The study asks respondents to rank 22 risks and threats from the one they are most afraid of, to the one they are least afraid of. The biggest fear of the German people, it turns out, is "a more dangerous world caused by the policies of US President Trump" with 53% of respondents stating that they are very afraid of this prospect. Meanwhile, the fear of a serious illness or infection with the corona virus only ranked 17th on Germans' greatest fears with only about a third (32%) of respondents being very afraid of this.

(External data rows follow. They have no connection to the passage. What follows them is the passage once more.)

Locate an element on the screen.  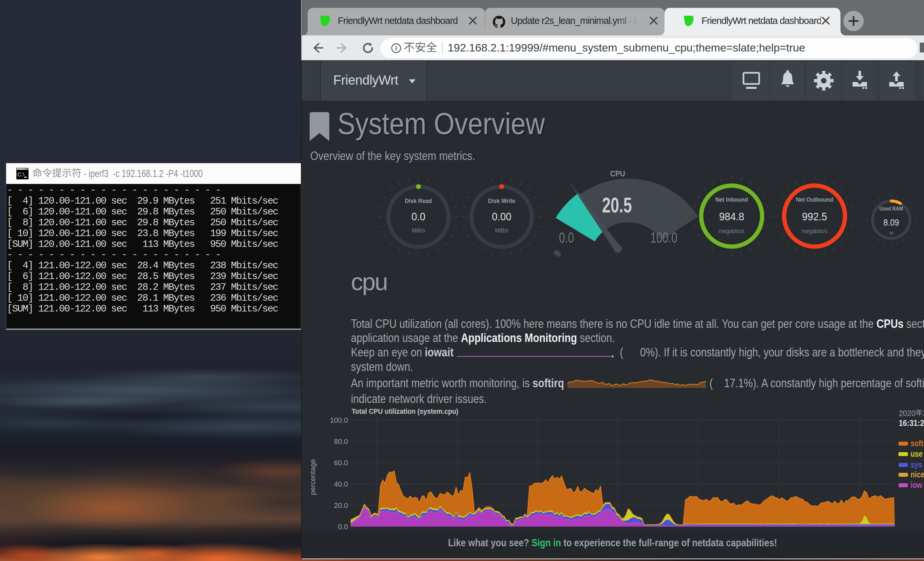
svg-text: 0.0 is located at coordinates (343, 527).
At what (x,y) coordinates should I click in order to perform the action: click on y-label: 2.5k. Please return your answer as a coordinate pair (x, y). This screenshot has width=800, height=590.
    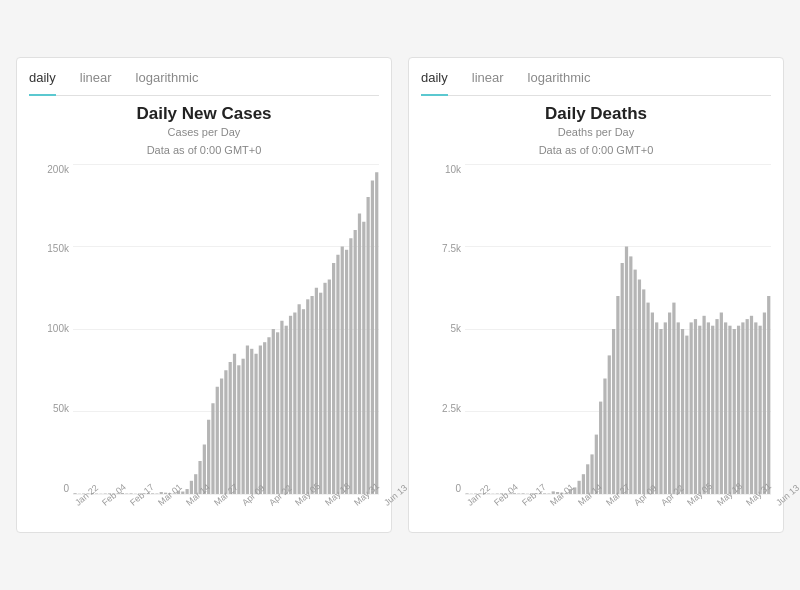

While this might come as a surprising result in 2020 (interviews were conducted in June and July when Germans were already well aware of the impact of COVID), reality actually turns out to be a bit more nuanced. If one looks at the other fears that worry Germans the most this year, the list is predominantly filled with economic worries. The second most prominent fear among respondents was the prospect of rising costs of living (51%), followed by a higher tax burden caused by a European debt crisis (49%) and a general decline of the economy (48%). In addition, 40% of Germans also fear rising numbers of unemployment, making this the fear that has seen the biggest increase (+12%) since last year. Our very own eupinions data suggests that rising costs of living appear to be a constant and dominant worry across Europe more generally. In our 2019 study “Great Expectations”, we have shown that, at 51%, rising costs of living was the number one personal worry, both for Europeans as a whole and for people in France, Italy, the Netherlands, Poland and Spain and Germany individually.